Start with Why. Then figure out How. That leads to What. Never start with What.
Oculus kickstarted the modern, fledgling virtual reality industry – literally, on Kickstarter. VR has been around in various forms for decades. The Oculus Rift represented a major leap forwards and received massive goodwill and public support.
Fast forward to now and there are multiple players in the market. Most notably Oculus (now owned by Facebook) and the Vive from the odd pairing of Valve and HTC. But this industry isn’t like home video in the 80s – back then, home video was definitely going to happen. The format war between VHS and Betamax was daft, but it didn’t threaten the very concept itself.
VR is in a very different place. The job of the Vive and the Oculus Rift is not to be the dominant VR device, but to convince the public that VR is even worth doing in the first place. On the adoption life cycle we’re still very much in innovator territory, barely into the early adopter phase.
Simon Sinek talks about the importance of understanding your Why. Defining yourself by your Why is what gives you the edge over your competitors, or makes you stand out from the crowd. Most people and companies lead with their What, and make that their mission statement but this doesn’t give you much room to manoeuvre.
Apple, historically, have had a clear Why: doing things differently. It’s why they’ve been able to diversify into other markets and revolutionise entire industries such as mobile and music. It’s why the nerdiest company of the 90s was able to reinvent itself as a leading fashion and lifestyle brand in the late 2000s.
This is also why most Android and Windows Phone manufacturers have failed to do the same, despite having the technical ability to make products as good as the iPhone. They define themselves as producers of mobile phones. That makes them boring. It makes them unappealing to consumers.
People who Kickstarted Oculus in the first place and people who are now investing in the Vive or Rift products are not interested in product and brand. They are committed to the cause, of making VR work and Become A Thing. Their Why is that they want VR to have a future.
Right out of the gate, Oculus shared this Why and people with the same Why were drawn to it like moths to a flame. But things have changed.
As reported, Oculus are going to considerable effort to create exclusives, and lock products into their ecosystem. Some Oculus games won’t work on other VR devices, not due to hardware limitations but for corporate reasons. Those are not the actions of a company which wants VR to succeed: they’re the actions of a company which wants VR to succeed only if they’re the ones selling it.
Contrast this with the Vive, where Valve have explicitly stated that they won’t be doing exclusives. They’re using a generally open framework. Anything that works on the Vive will work on any other VR device, if it’s capable.

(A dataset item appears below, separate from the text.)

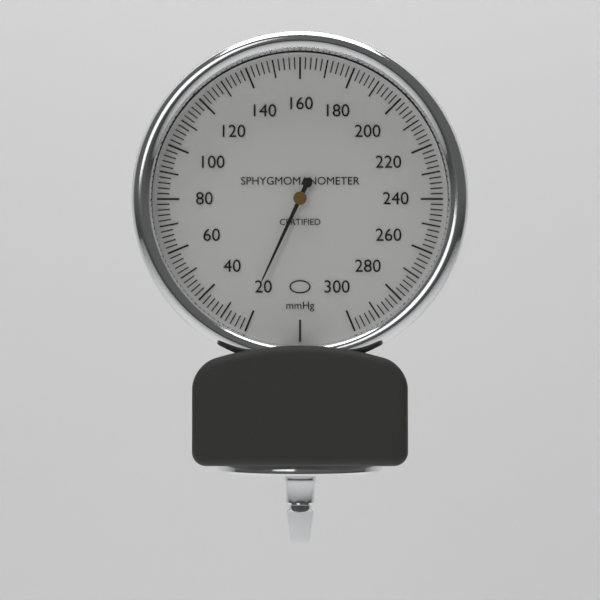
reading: 22 mmHg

Oculus have forgotten their Why. They’re leading with their What: We will have the leading VR platform. The How then becomes: We make a high quality, restricted hardware platform and provide incentives to developers to make their products exclusive to our platform. The Why doesn’t even get a look-in.

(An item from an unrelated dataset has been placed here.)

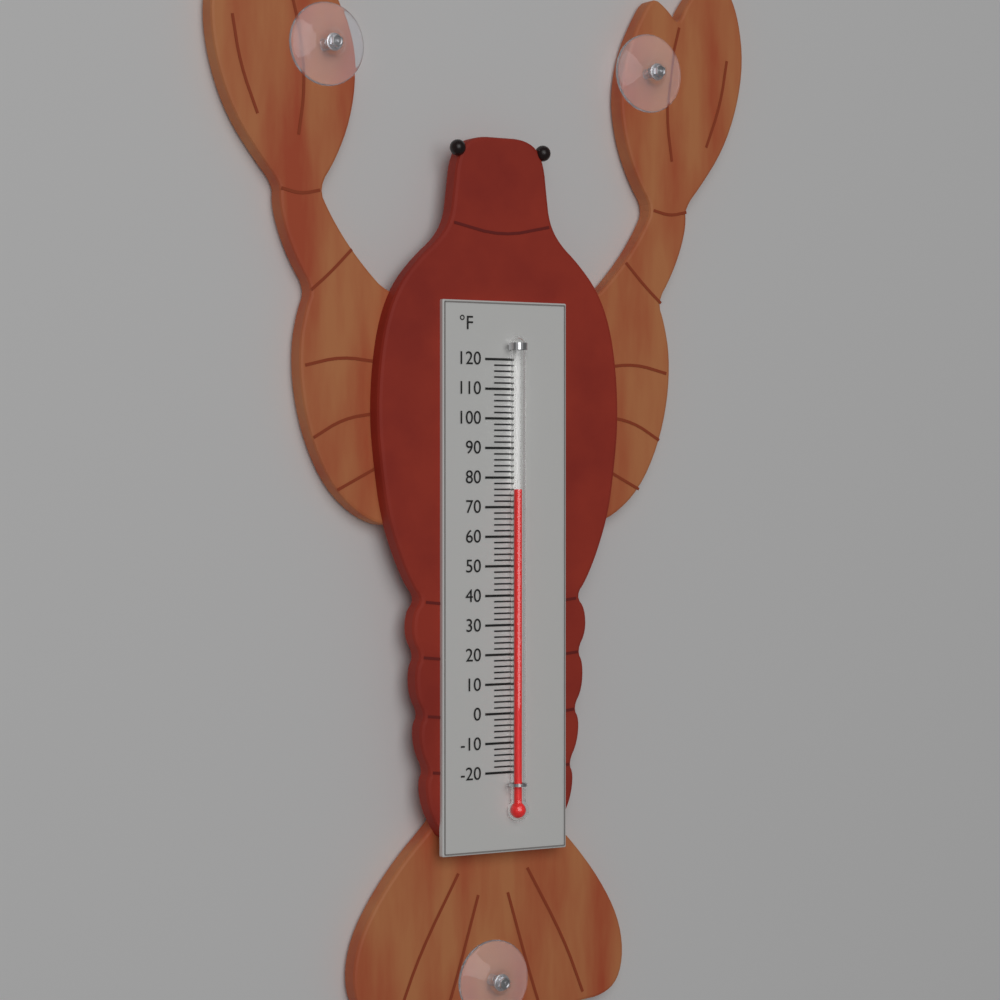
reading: 76 °F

Valve/HTC are leading with their Why: We want virtual reality to succeed, and to become a powerful cultural force. Their How becomes: We make powerful products and make them as widely available to developers and consumers as possible. The What is consequently: We make great VR hardware. All their decisions flow from that Why, and it’s evident in everything they do.
The problem for Oculus is that nobody cares about their What. But anybody willing to invest in VR hardware at this nascent stage will automatically resonate with Valve/HTC’s clear Why. The messages and philosophies emanating from the companies are vastly different.

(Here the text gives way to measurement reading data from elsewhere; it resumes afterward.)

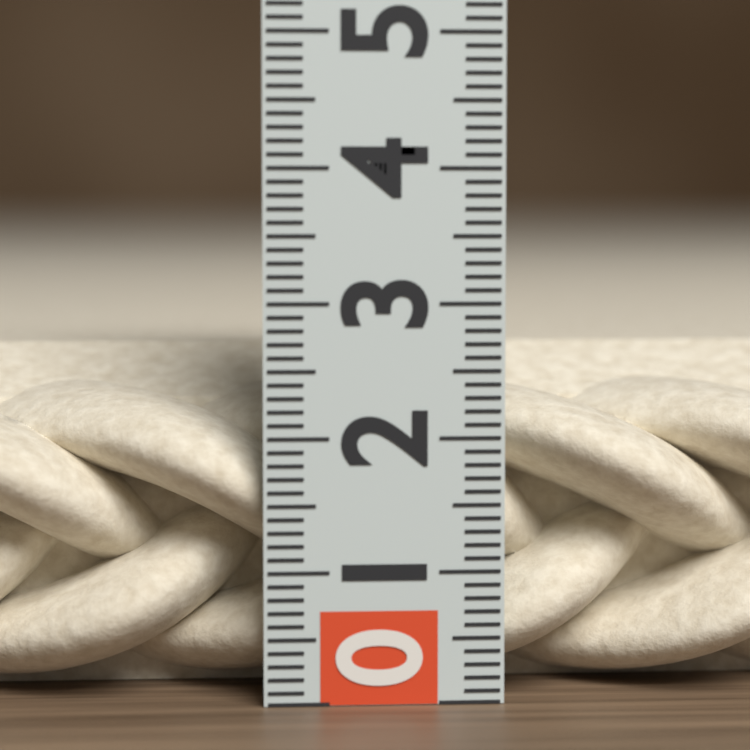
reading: 2.6 (no unit)
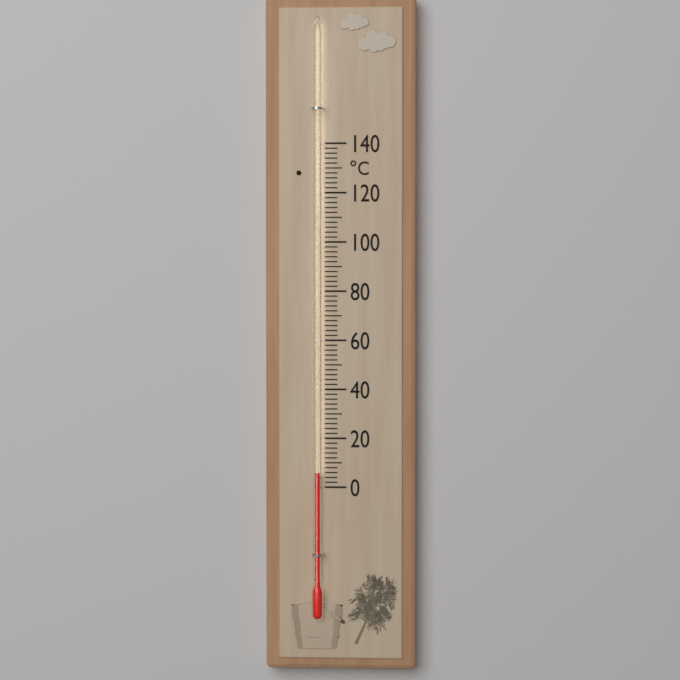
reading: 6 °C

To general consumers this might not matter hugely. If VR was an established entertainment industry, Oculus could succeed through manipulations alone, just as lots of dull companies quite happily sell TVs. But VR is nowhere near general consumers. It’s perhaps on the radar of early adopters but only barely. It’s hardly registered for the early majority. So the market so far is comprised of innovators, those pioneering, visionary spenders who are willing to take a chance simply because they want a thing to happen.
For those people, hardware and price comparisons don’t matter. All that matters is that VR itself has a bright future. There have been so many false starts over the years that the idea of it fizzling out again is too heartbreaking to consider.
VR has to feel revolutionary. Oculus, presumably influenced by their owners, have taken themselves out of the changing the world game and have instead defined themselves as a product platform. At this stage in VR’s life cycle that’s a risky move. There are few things less attractive to innovators and early adopters.